People across the Gulf faced torrential downpours and may soon see a rare snowfall, in a region which traditionally holds prayers to ask for rain.
In the Saudi Arabian capital Riyadh, residents said the temperature had fallen to below freezing level, increasing chances that it might snow, an event Saudis usually only see on television or during travels overseas.
The woman was apparently homeless and was found with bottles of alcohol by her side.
Emergency first-responders called to the scene had no choice but to pronounce her dead.
Heavy snowfall resumed today across the mountainous south Asian country, including in areas that have seen no snow for over two decades.

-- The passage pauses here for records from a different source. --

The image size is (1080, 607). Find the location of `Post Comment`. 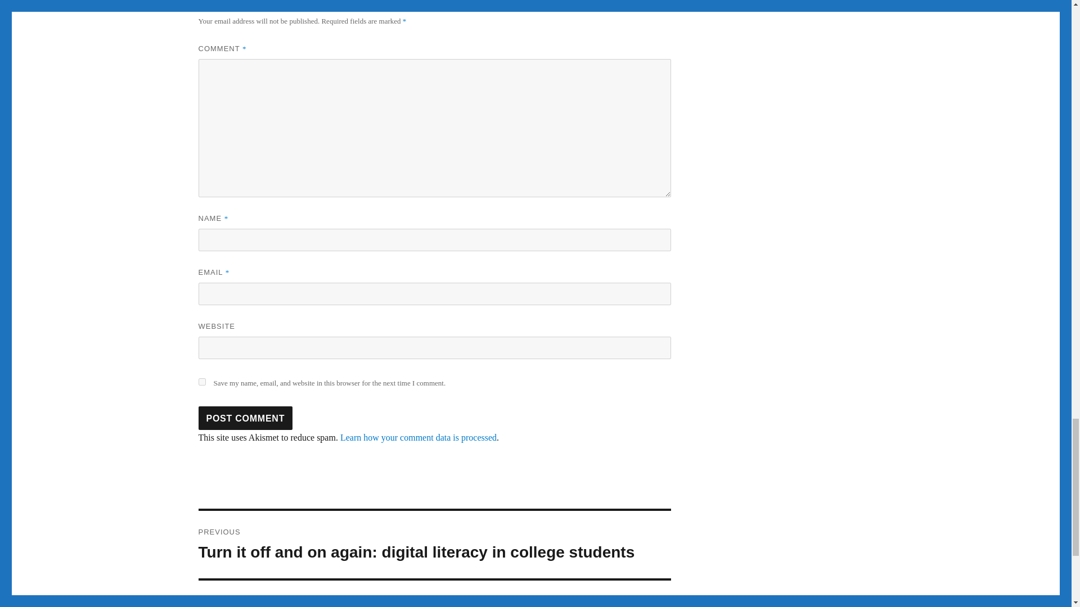

Post Comment is located at coordinates (245, 418).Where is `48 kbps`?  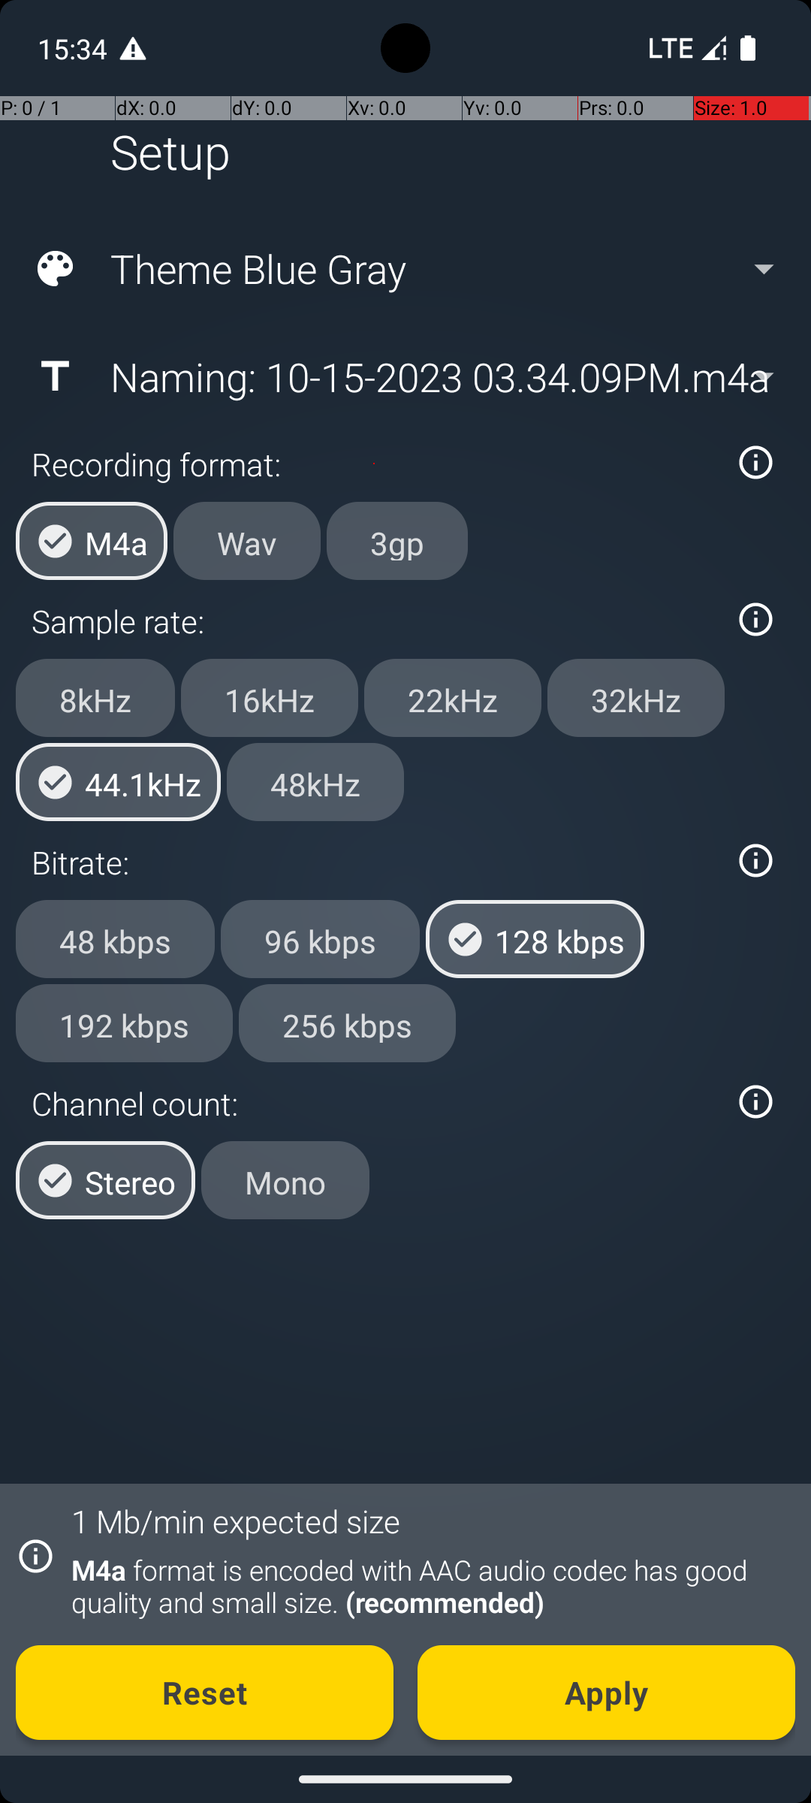
48 kbps is located at coordinates (116, 939).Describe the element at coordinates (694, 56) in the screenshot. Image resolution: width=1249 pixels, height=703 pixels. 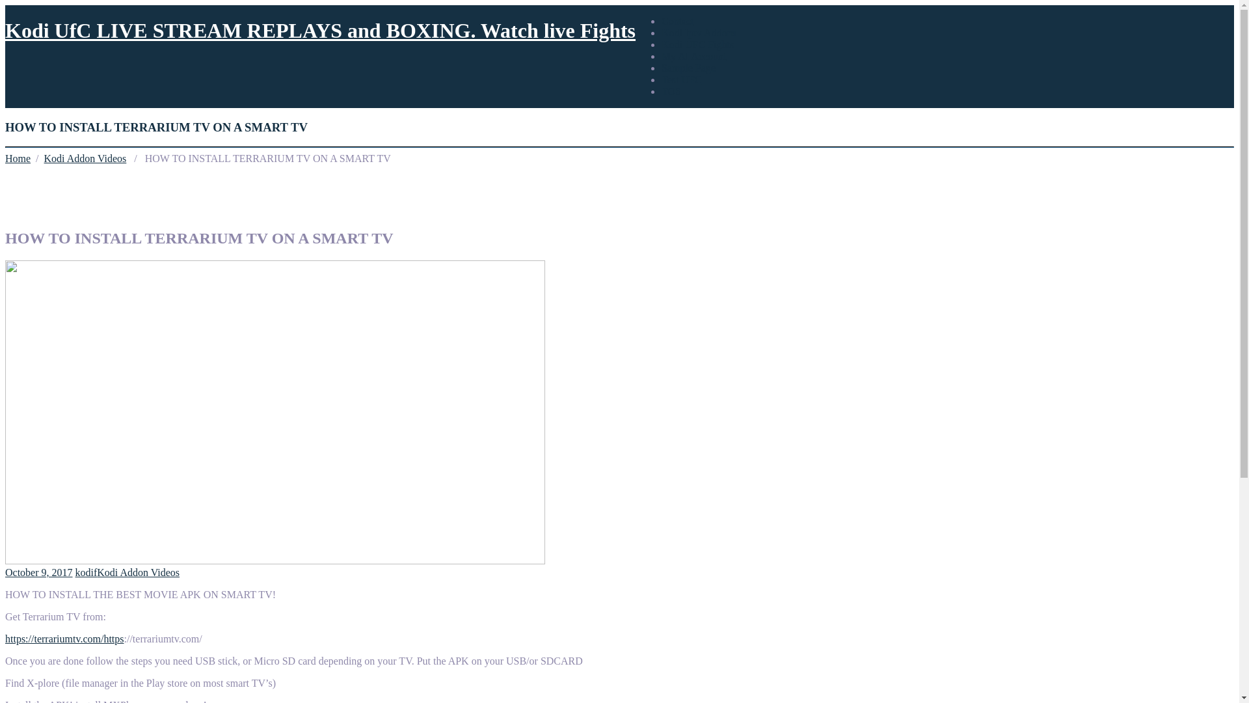
I see `My AI Account` at that location.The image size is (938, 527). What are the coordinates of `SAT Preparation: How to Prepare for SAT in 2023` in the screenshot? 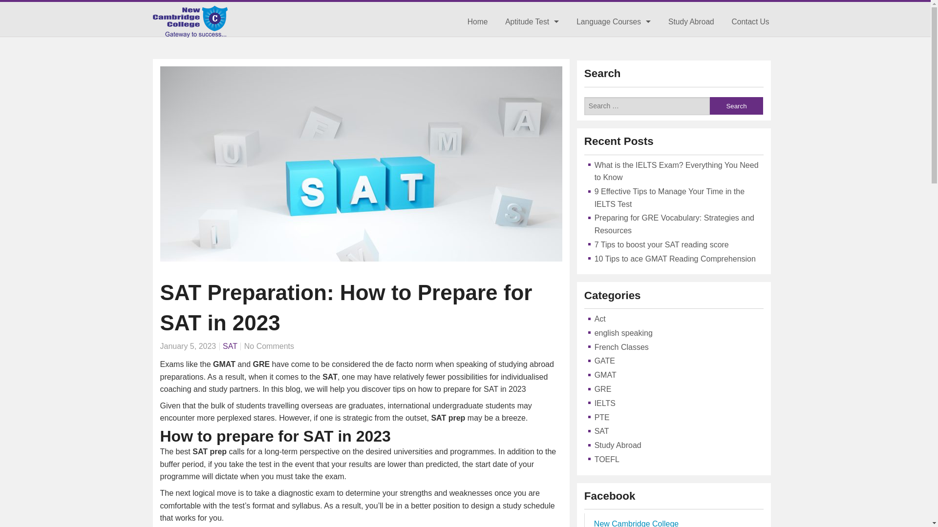 It's located at (361, 308).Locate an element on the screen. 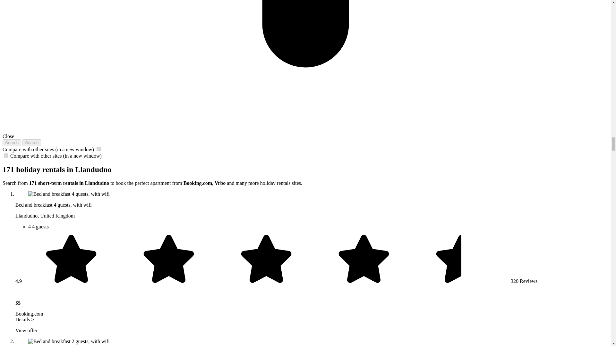 This screenshot has height=346, width=616. Search is located at coordinates (31, 143). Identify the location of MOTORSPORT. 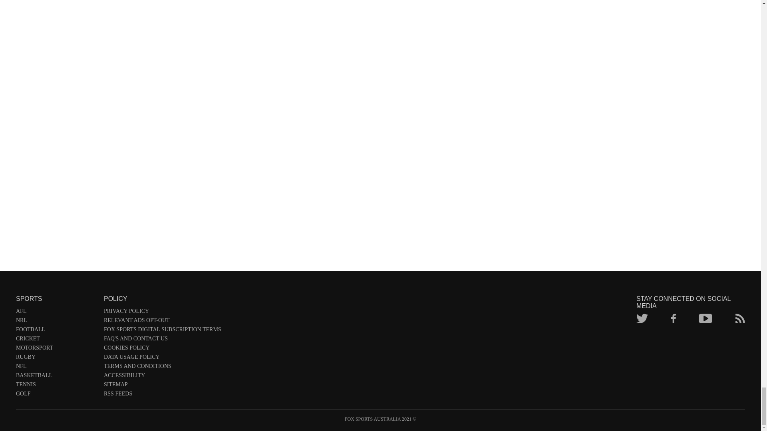
(56, 350).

A total of 13 people died during the night, most of them buried under avalanches in the Daykundi and Ghor provinces in central Afghanistan. Two children froze to death in the northern province of Faryab.

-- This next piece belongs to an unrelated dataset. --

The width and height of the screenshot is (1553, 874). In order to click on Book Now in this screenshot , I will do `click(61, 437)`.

Cold weather also caused an outbreak of an unidentified lung disease in Badakhshan, where 11 children died of breathing problems.
The volcano lies more than 300 meters below the ocean surface and contains a large volcanic depression, or caldera, that is comparable in size to better-known examples Krakatoa (Indonesia) and Crater Lake, Ore.
A study of weather station data from across the Northeast from 1965 through 2005 found December-March temperatures increased by 2.5 degrees. Snowfall totals dropped by an average of 8.8 inches across the region over the same period, and the number of days with at least 1 inch of snow on the ground decreased by nine days on average.
"Winter is warming greater than any other season,'' said Elizabeth Burakowski, who analyzed data from dozens of stations for her master's thesis in collaboration with Cameron Wake, a professor at the University of New Hampshire's Institute for the Study of Earth, Oceans and Space.
Comment: Unusual flooding in Africa, bizarre snowfalls across the Middle East, extreme cold in Siberia, something is very wrong. Keep watching the Signs, they are all around you!